2008: The Year Search Won by a Knockout

Frazier
I started seriously working in Search back in the year 2000. Eight
years ago display ruled the Internet world and "search" as a line item on the
marketing budget did not exist.

Those display people made lots of money and then it ended,
for a time. The display bubble didn’t pop – it floated with the wind for a few
years only to be caught back on the blow wand and further inflated with hot air
from BT. This allowed display to soar higher until finally with colossal fury the
medium came crashing down on top of it. It was mutiny. In 2008 the Internet
killed its first superstar, display advertising. As search knew all along, the medium was indeed the
message.

Eight years ago marketers did everything in their power to
disrupt your experience with pop-ups, pop unders, interstitials and spyware.

Back then email was going to rule the world. With ISPs
clueless, then helpless, spammers ripped the guts out of email marketing. Email
has of course survived and remains a great marketing tool — it even had the intestinal
fortitude in 2003 with one last gasp to build the world’s largest social
network in MySpace, but it is a shell of its former self.

Eight years ago analytics was primitive and testing was only
possible with redirects, subdomains or in series.

Back then personalization was going to be the next big thing
– though privacy was a big concern. Broadband was going to merge TV and the
Internet. Mobile was about to break out and viral marketing was white hot. Some
things never change.

Eight years ago search advertising was basically
non-existent with only GoTo.com and its 25 employees for PPC.

Back then SEO was a burgeoning but underground practice with
Danny Sullivan’s Search Engine Watch the one must read site. People like SE
Guru (Daron Babin) and Detlev Johnson lead the way on the message boards.

Eight years ago… but times have changed.

Over the past eight years search and in particular paid
search (or SEM) has slowly and steadily grown up. Of course slow and steady
wins the race – and so does relevance. This year search can finally declare victory. It
has won the battle for Internet advertising supremacy and it’s hard to imagine
any serious competition for sometime.

How much did Search kick ass?

In 2003 Jupiter predicted the paid search market would grow
to $4.3 billion in revenues by 2008. The actual figure this year will be around
$11 billion – almost 3X of what was predicted only 5 years ago. Search, which
only a year ago was equal in spending to display, is now poised to double it
(according to Emarketer). Search, that scrappy and seemingly unsexy entity has
not just become mainstream, it is now the driving OS behind the future of all
advertising.

Eight years ago I became passionate about search because I
though it could change the world. It gives me great pleasure to see that it
has. The impact, first felt in verticals like travel now extends
to nearly every form of media and every business vertical. Search, in some form
or another (consumer, vertical or enterprise) is arguably the single most
important business discipline. Organizations that don’t learn to harness the
power of search internally and externally place their future in a tenuous competitive
position.

Still, we have a long way to go. Search is not taught in our
schools nor understood by most corporate middle mangers, let alone the C-level
execs. Many SEM agencies produce garbage work and many in the SEO world are
seen as nefarious geeks. Search still has an identity crisis…kind of like a kid
going through puberty.

But this year, 2008, the pimply kid showed the world he has left
hook like Joe Frazier. As soon as his skin clears up and he fills out I reckon
he’ll be downright attractive and the girls will be lining up for him. And I
believe they’ll be quite pleased with the results.

In a year with so much failure and loss I raise my glass and toast a winner. Search. Salud!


DIRECTIONS: Look below and pull out each line with the word "NPNN".

::::

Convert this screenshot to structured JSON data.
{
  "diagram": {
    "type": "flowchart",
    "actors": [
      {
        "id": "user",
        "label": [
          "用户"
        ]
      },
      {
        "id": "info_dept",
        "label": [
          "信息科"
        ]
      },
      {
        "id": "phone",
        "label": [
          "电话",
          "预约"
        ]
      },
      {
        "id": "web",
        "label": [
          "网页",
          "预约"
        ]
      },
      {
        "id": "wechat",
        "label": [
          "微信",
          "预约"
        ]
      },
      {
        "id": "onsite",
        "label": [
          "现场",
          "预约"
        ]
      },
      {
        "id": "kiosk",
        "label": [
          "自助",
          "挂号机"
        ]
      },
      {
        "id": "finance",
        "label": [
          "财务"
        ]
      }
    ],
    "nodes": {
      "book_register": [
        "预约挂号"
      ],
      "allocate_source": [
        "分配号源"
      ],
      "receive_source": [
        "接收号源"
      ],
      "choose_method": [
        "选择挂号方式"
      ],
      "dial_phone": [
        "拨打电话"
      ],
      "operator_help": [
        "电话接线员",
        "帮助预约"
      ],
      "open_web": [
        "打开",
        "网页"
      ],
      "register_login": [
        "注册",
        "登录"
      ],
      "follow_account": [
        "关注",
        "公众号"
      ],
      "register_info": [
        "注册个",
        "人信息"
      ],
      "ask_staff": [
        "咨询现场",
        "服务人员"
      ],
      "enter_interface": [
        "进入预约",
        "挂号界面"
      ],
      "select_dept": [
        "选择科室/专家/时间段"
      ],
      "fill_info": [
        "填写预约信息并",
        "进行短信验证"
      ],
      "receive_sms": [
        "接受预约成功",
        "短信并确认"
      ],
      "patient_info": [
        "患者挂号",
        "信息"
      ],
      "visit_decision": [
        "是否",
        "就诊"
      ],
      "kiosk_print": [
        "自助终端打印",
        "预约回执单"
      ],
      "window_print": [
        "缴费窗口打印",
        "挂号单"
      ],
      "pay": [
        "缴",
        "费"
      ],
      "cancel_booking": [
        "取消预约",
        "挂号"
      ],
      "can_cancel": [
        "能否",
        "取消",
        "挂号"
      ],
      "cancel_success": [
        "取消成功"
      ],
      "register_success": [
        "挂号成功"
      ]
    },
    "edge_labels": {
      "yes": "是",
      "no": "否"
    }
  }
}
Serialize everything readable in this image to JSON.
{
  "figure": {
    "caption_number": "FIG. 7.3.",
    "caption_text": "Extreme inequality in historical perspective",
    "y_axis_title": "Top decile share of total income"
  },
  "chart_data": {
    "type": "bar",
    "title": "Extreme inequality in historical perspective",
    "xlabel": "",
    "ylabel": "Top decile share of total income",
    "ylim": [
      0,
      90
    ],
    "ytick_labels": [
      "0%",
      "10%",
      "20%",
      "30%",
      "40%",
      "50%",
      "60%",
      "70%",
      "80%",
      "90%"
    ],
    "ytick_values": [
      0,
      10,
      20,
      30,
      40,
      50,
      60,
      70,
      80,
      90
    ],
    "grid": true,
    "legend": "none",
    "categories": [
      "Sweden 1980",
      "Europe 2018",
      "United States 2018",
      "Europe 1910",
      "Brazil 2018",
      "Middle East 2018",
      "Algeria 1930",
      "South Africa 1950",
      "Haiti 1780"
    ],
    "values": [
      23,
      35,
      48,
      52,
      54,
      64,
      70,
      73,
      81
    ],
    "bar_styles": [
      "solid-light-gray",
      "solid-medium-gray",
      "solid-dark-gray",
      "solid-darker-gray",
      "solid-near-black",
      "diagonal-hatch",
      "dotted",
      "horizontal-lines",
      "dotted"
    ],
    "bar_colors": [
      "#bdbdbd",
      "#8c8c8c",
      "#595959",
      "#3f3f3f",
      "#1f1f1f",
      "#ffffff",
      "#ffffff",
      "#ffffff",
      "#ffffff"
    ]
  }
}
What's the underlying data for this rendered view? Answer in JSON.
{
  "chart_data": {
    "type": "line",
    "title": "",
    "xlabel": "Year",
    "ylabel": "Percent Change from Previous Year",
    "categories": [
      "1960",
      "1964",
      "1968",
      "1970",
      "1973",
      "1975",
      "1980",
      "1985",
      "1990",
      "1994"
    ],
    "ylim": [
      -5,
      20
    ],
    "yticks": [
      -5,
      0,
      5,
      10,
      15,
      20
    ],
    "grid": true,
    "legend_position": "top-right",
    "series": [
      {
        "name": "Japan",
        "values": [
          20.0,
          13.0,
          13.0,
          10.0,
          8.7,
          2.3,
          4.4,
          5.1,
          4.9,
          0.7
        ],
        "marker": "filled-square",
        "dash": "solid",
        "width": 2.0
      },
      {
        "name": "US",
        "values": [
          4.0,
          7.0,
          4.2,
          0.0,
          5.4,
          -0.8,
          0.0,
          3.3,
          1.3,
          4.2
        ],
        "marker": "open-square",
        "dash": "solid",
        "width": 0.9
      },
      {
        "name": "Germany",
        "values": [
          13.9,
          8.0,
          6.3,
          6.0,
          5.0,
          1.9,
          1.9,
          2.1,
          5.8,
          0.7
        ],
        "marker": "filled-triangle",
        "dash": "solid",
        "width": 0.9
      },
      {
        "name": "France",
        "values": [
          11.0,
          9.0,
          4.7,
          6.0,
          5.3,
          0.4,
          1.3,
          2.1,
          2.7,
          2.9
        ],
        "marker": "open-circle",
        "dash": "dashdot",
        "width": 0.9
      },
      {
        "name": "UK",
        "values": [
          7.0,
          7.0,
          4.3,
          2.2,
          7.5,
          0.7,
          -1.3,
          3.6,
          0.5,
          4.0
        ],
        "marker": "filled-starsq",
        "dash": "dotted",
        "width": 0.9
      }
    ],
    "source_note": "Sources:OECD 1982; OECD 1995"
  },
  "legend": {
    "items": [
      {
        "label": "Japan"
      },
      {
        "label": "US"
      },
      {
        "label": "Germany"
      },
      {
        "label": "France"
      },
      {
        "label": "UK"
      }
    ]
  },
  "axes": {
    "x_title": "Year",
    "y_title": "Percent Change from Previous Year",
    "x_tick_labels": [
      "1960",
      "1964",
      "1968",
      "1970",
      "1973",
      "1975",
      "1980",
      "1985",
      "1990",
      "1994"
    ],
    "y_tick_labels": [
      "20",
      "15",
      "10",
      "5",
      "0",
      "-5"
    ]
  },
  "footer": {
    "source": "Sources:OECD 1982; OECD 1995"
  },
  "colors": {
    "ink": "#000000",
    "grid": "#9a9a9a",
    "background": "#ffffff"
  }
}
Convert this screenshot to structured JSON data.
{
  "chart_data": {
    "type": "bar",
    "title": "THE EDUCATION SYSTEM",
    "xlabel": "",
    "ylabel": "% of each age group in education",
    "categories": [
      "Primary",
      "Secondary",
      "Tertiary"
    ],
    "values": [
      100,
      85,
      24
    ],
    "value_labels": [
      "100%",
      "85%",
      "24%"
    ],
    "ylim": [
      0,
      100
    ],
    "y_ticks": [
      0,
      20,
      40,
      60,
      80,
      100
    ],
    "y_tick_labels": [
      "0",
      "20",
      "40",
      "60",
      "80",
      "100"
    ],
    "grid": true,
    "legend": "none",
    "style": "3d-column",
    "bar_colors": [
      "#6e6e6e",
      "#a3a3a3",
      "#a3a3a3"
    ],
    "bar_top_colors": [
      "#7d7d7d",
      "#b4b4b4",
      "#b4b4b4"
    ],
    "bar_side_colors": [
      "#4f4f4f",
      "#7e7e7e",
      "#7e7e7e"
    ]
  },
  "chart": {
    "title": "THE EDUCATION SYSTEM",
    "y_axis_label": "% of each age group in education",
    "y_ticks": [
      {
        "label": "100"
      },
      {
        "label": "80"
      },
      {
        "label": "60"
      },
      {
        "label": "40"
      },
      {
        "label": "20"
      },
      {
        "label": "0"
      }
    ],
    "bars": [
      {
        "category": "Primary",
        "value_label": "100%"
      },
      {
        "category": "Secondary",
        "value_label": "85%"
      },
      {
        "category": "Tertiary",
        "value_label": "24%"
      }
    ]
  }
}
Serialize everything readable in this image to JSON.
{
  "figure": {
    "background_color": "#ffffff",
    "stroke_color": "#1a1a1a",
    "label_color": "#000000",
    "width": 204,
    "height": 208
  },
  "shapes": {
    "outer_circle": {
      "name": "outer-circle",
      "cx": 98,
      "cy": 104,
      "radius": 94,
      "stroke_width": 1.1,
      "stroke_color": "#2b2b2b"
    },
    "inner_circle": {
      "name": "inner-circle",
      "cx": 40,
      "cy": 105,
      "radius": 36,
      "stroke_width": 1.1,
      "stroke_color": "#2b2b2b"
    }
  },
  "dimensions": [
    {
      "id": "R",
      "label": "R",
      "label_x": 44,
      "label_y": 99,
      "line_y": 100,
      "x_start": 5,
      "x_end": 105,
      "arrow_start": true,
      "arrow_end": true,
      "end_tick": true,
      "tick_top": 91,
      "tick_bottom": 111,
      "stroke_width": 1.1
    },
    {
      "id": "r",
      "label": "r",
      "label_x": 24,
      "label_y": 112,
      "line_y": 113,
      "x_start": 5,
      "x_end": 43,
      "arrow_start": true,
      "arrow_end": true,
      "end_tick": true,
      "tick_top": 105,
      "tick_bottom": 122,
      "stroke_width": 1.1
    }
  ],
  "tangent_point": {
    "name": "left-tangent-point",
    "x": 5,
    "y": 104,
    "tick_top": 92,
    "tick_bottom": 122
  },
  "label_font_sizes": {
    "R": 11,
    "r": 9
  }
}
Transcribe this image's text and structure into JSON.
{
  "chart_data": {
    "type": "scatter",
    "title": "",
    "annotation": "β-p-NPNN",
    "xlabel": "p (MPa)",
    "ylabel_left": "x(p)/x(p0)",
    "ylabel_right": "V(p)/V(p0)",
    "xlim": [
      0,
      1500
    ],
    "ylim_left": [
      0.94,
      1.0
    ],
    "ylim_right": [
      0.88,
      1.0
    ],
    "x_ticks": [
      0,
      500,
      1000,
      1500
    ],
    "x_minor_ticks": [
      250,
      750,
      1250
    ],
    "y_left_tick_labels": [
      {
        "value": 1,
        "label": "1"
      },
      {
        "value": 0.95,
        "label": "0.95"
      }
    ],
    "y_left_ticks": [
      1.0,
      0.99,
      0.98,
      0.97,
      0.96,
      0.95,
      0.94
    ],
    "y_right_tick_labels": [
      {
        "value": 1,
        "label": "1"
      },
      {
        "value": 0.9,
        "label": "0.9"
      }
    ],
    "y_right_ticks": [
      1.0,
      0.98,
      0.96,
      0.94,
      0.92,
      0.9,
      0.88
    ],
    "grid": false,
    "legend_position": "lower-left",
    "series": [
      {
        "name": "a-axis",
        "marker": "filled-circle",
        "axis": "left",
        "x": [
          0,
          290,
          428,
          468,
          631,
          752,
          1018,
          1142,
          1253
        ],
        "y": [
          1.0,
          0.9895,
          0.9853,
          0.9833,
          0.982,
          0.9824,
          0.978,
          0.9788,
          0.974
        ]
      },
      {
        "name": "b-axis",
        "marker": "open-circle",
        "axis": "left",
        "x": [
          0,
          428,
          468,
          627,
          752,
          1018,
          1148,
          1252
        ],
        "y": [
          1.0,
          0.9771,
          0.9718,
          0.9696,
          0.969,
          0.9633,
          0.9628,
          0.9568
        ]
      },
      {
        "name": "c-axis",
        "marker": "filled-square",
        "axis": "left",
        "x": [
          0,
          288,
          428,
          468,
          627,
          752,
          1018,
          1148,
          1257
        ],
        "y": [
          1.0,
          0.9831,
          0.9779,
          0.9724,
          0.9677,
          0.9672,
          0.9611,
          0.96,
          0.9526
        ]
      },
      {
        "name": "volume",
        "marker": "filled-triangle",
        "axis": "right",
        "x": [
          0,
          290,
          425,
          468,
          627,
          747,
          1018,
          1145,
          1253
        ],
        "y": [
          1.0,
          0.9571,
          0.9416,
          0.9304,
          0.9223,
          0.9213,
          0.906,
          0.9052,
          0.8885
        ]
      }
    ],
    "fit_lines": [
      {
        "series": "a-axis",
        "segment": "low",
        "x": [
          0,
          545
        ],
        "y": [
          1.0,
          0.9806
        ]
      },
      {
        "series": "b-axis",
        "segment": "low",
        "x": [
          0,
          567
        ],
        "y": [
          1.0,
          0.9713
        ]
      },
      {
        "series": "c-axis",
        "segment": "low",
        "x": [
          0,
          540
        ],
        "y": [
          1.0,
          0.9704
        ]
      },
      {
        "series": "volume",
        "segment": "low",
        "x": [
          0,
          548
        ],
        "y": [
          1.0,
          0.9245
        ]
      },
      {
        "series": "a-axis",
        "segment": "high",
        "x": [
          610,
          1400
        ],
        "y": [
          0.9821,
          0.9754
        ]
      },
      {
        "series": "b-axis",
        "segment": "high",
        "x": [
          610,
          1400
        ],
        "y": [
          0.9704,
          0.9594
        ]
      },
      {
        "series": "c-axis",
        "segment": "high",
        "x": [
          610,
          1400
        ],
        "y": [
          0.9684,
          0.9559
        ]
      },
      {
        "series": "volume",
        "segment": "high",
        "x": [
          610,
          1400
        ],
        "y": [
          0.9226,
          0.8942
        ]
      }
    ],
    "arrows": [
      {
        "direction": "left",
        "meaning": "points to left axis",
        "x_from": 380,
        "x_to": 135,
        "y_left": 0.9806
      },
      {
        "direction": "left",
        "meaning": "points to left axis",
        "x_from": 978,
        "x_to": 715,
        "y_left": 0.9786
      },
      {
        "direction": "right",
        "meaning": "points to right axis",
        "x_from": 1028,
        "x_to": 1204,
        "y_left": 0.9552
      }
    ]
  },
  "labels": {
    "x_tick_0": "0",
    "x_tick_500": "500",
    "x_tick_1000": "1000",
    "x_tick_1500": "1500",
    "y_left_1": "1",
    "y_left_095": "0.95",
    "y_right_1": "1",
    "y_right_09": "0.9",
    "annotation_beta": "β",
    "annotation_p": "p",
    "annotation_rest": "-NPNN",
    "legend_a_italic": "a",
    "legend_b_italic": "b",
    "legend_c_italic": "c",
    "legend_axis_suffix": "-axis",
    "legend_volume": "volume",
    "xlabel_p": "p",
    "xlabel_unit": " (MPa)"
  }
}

::::

EXPECTED ANSWER:
    "annotation": "β-p-NPNN",
    "annotation_rest": "-NPNN",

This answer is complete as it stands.